In his Chef’s Table episode, a very candid Chef Atala explains a transformative moment of reflection: “I’m a tattooed man, I am an outsider. I am Brazilian. This is who I am,” he said. “If I’m not able to make a French dinner as good as a French chef, nobody could do a better Brazilian dinner or a Brazilian experience than me.”

From that moment on, Chef Atala decided to cook solely the cuisine of Brazil. This was a bold, even risky move. But his close connection to the land and local food producers, combined with his embrace of native ingredients — from the Amazonian fish pirarucu to hearts of palm to ants — resulted in extraordinary dining experiences.

In 2013, Chef Atala was featured on the cover of Time Magazine above the headline “The Gods of Food,” and in 2014, his São Paulo restaurant D.O.M. was ranked number 6 on the World’s Best Restaurants list. Time Magazine gods of food

For this one-night-only dinner at ICE, Chef Atala will prepare a tasting menu centered on sustainability.

To Chef Atala, who was raised hunting wild game and fishing in the Amazon, using an animal in its entirety comes as a given, as does careful preparation of even the humblest of local ingredients. Joining him in the kitchen will be Ignacio Mattos, chef and co-owner of Estela, Café Altro Paradiso and Flora Bar.

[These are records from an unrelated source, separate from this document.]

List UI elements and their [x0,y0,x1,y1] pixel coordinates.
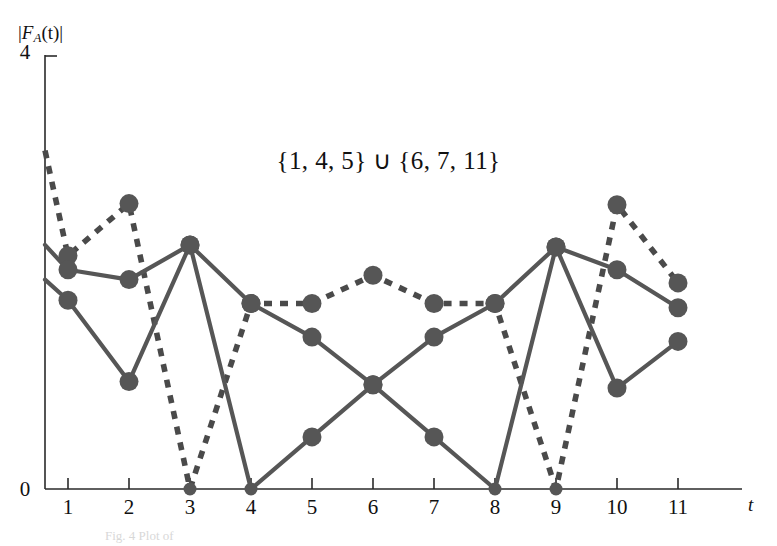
data-point-marker [303,328,322,347]
data-point-marker [59,291,78,310]
chart-figure: |FA(t)| t {1, 4, 5} ∪ {6, 7, 11} 1234567… [0,0,777,546]
data-point-marker [608,379,627,398]
data-point-marker [303,294,322,313]
axes-group [45,55,742,489]
x-tick-label: 8 [475,495,515,520]
data-point-marker [425,328,444,347]
data-point-marker [120,194,139,213]
y-tick-label: 4 [13,40,37,65]
x-tick-label: 10 [597,495,637,520]
x-tick-label: 9 [536,495,576,520]
series-layer [45,151,678,490]
marker-layer [59,194,688,495]
data-point-marker [59,260,78,279]
data-point-marker [364,266,383,285]
x-tick-label: 6 [353,495,393,520]
data-point-marker [547,238,566,257]
data-point-marker [608,195,627,214]
data-point-marker [181,235,200,254]
data-point-marker [425,294,444,313]
x-tick-label: 3 [170,495,210,520]
data-point-marker [184,483,197,496]
x-tick-label: 11 [658,495,698,520]
data-point-marker [303,427,322,446]
y-tick-label: 0 [13,477,37,502]
data-point-marker [425,427,444,446]
x-tick-label: 4 [231,495,271,520]
x-axis-ticks [68,478,678,489]
x-tick-label: 5 [292,495,332,520]
data-point-marker [608,260,627,279]
data-point-marker [364,375,383,394]
data-point-marker [120,270,139,289]
x-tick-label: 1 [48,495,88,520]
data-point-marker [669,298,688,317]
figure-caption: Fig. 4 Plot of [105,528,174,544]
data-point-marker [245,483,258,496]
series-line-dashed-series [45,151,678,490]
data-point-marker [669,273,688,292]
data-point-marker [486,294,505,313]
plot-area [0,0,777,546]
data-point-marker [120,372,139,391]
data-point-marker [550,483,563,496]
x-tick-label: 2 [109,495,149,520]
data-point-marker [489,483,502,496]
data-point-marker [242,294,261,313]
data-point-marker [669,332,688,351]
x-tick-label: 7 [414,495,454,520]
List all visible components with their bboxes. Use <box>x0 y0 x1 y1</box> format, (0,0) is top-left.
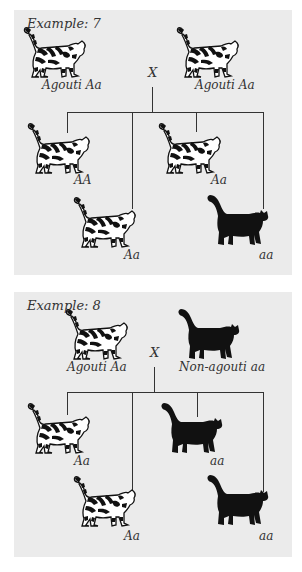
offspring-label: aa <box>259 248 273 262</box>
example-7-panel: Example: 7 Agouti Aa Agouti Aa X AA Aa A… <box>14 10 292 275</box>
offspring-label: Aa <box>74 454 90 468</box>
parent-label: Agouti Aa <box>67 360 127 374</box>
tree-line <box>154 367 155 392</box>
parent-label: Non-agouti aa <box>179 360 265 374</box>
tabby-cat-icon <box>22 24 88 80</box>
offspring-label: AA <box>74 173 91 187</box>
tabby-cat-icon <box>72 473 138 529</box>
tree-line <box>67 392 263 393</box>
tree-line <box>152 87 153 112</box>
offspring-label: aa <box>259 529 273 543</box>
black-cat-icon <box>159 400 225 456</box>
cross-symbol: X <box>150 345 159 360</box>
black-cat-icon <box>176 306 242 362</box>
cross-symbol: X <box>148 65 157 80</box>
offspring-label: Aa <box>124 529 140 543</box>
offspring-label: Aa <box>211 173 227 187</box>
black-cat-icon <box>205 192 271 248</box>
tabby-cat-icon <box>72 194 138 250</box>
tree-line <box>67 112 263 113</box>
tabby-cat-icon <box>26 400 92 456</box>
offspring-label: aa <box>210 454 224 468</box>
parent-label: Agouti Aa <box>42 78 102 92</box>
black-cat-icon <box>205 472 271 528</box>
offspring-label: Aa <box>124 248 140 262</box>
parent-label: Agouti Aa <box>195 78 255 92</box>
tabby-cat-icon <box>26 120 92 176</box>
tabby-cat-icon <box>157 120 223 176</box>
tabby-cat-icon <box>175 24 241 80</box>
tabby-cat-icon <box>64 306 130 362</box>
example-8-panel: Example: 8 Agouti Aa Non-agouti aa X Aa … <box>14 292 292 557</box>
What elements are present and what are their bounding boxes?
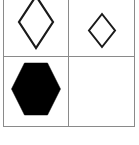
grid-cell-top-left [4,0,69,57]
diamond-outline-small-shape [87,12,117,49]
hexagon-path [12,63,61,115]
diamond-large-path [19,0,53,48]
diamond-outline-small-icon [87,12,117,49]
diamond-small-path [89,14,115,47]
grid-cell-bottom-right [69,57,134,126]
diamond-outline-large-icon [16,0,56,51]
empty-cell [69,57,134,126]
bottom-margin [0,128,139,145]
shape-grid-figure [0,0,139,145]
hexagon-filled-icon [12,63,61,115]
shape-grid [3,0,135,127]
grid-cell-top-right [69,0,134,57]
grid-cell-bottom-left [4,57,69,126]
diamond-outline-large-shape [16,0,56,51]
hexagon-filled-shape [12,63,61,115]
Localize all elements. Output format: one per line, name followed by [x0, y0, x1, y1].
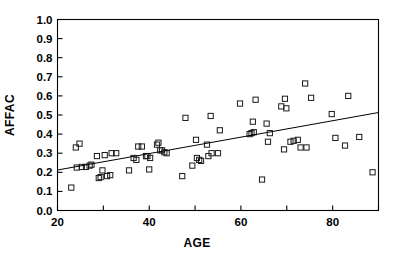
data-point-marker: [73, 145, 78, 150]
data-point-marker: [154, 142, 159, 147]
y-tick-label: 0.5: [37, 109, 54, 121]
plot-canvas: 20406080 0.00.10.20.30.40.50.60.70.80.91…: [0, 0, 395, 255]
data-point-marker: [304, 145, 309, 150]
y-axis-ticks: [58, 20, 63, 211]
data-point-marker: [333, 135, 338, 140]
data-point-marker: [298, 145, 303, 150]
data-point-marker: [342, 143, 347, 148]
data-point-marker: [193, 137, 198, 142]
plot-frame: [58, 20, 379, 211]
data-point-marker: [147, 167, 152, 172]
data-point-marker: [357, 134, 362, 139]
regression-line: [58, 113, 379, 170]
data-point-marker: [250, 119, 255, 124]
data-point-marker: [346, 93, 351, 98]
data-point-marker: [281, 147, 286, 152]
x-tick-label: 40: [143, 216, 156, 228]
x-axis-tick-labels: 20406080: [51, 216, 339, 228]
y-tick-label: 0.8: [37, 52, 54, 64]
data-point-marker: [303, 81, 308, 86]
data-point-marker: [190, 163, 195, 168]
y-tick-label: 0.3: [37, 147, 53, 159]
data-point-marker: [253, 97, 258, 102]
data-point-marker: [208, 113, 213, 118]
data-point-marker: [102, 153, 107, 158]
y-tick-label: 0.1: [37, 185, 54, 197]
data-point-marker: [237, 101, 242, 106]
y-axis-tick-labels: 0.00.10.20.30.40.50.60.70.80.91.0: [37, 14, 54, 217]
data-point-marker: [139, 144, 144, 149]
x-tick-label: 60: [235, 216, 248, 228]
data-point-marker: [215, 151, 220, 156]
data-point-marker: [126, 168, 131, 173]
data-point-marker: [183, 115, 188, 120]
data-point-marker: [69, 185, 74, 190]
data-point-marker: [136, 144, 141, 149]
data-point-marker: [264, 121, 269, 126]
data-point-marker: [100, 168, 105, 173]
data-point-marker: [279, 104, 284, 109]
y-tick-label: 0.7: [37, 71, 53, 83]
data-point-marker: [259, 177, 264, 182]
data-point-marker: [77, 141, 82, 146]
data-point-marker: [265, 139, 270, 144]
data-point-marker: [180, 174, 185, 179]
y-axis-title: AFFAC: [3, 94, 17, 136]
x-tick-label: 80: [326, 216, 339, 228]
x-tick-label: 20: [51, 216, 64, 228]
data-point-marker: [282, 96, 287, 101]
x-axis-ticks: [58, 206, 379, 211]
y-tick-label: 0.4: [37, 128, 54, 140]
axes-frame: [58, 20, 379, 211]
data-point-marker: [370, 170, 375, 175]
data-points-group: [69, 81, 375, 190]
y-tick-label: 1.0: [37, 14, 53, 26]
data-point-marker: [329, 111, 334, 116]
y-tick-label: 0.9: [37, 33, 53, 45]
y-tick-label: 0.0: [37, 205, 53, 217]
data-point-marker: [74, 165, 79, 170]
y-tick-label: 0.6: [37, 90, 53, 102]
data-point-marker: [217, 128, 222, 133]
x-axis-title: AGE: [183, 236, 210, 250]
data-point-marker: [94, 153, 99, 158]
y-tick-label: 0.2: [37, 166, 53, 178]
data-point-marker: [308, 95, 313, 100]
regression-line-segment: [58, 113, 379, 170]
data-point-marker: [284, 106, 289, 111]
scatter-plot-figure: 20406080 0.00.10.20.30.40.50.60.70.80.91…: [0, 0, 395, 255]
data-point-marker: [156, 140, 161, 145]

Having honed his craft with great chefs like Francis Mallmann and Alice Waters, Chef Mattos is known for preparing seasonal food with bold flavors. The final courses will be crafted by ICE Creative Director Michael Laiskonis, who will share his latest innovations from ICE’s bean-to-bar Chocolate Lab.

Between courses, guests will have the chance to hear culinary industry and sustainability insights from Dr. Paul Freedman, Professor of History at Yale University and author of Ten Restaurants That Changed America; Dr. Arielle Johnson, former head scientist at Noma and Director’s Fellow at MIT’s Media Lab; and Mark Bomford, Director of the Yale Sustainability Program.

Benefits of the evening will go toward the MAD / Yale collaboration,* the mission of which is to “equip chefs with the tools they need to take actions that can impact their communities, cities, countries and the rest of the world.” Tickets for this exclusive event are now available — experience a tasting menu prepared by leading chefs from two continents and expand your thinking on sustainability.

Seating is limited — click here to purchase tickets today.*MAD / Yale brings together established and emerging chefs and scholars to build a creative and critical appetite for changing today’s food systems for the better. Chefs and students engage in a liberal arts approach to food systems thinking, exploring cross-disciplinary inquiry, and their own leadership potential. In 2016, the groups held the MAD / Yale Leadership Summit, which welcomed eight of the world’s pre-eminent chefs to Yale for a week of study.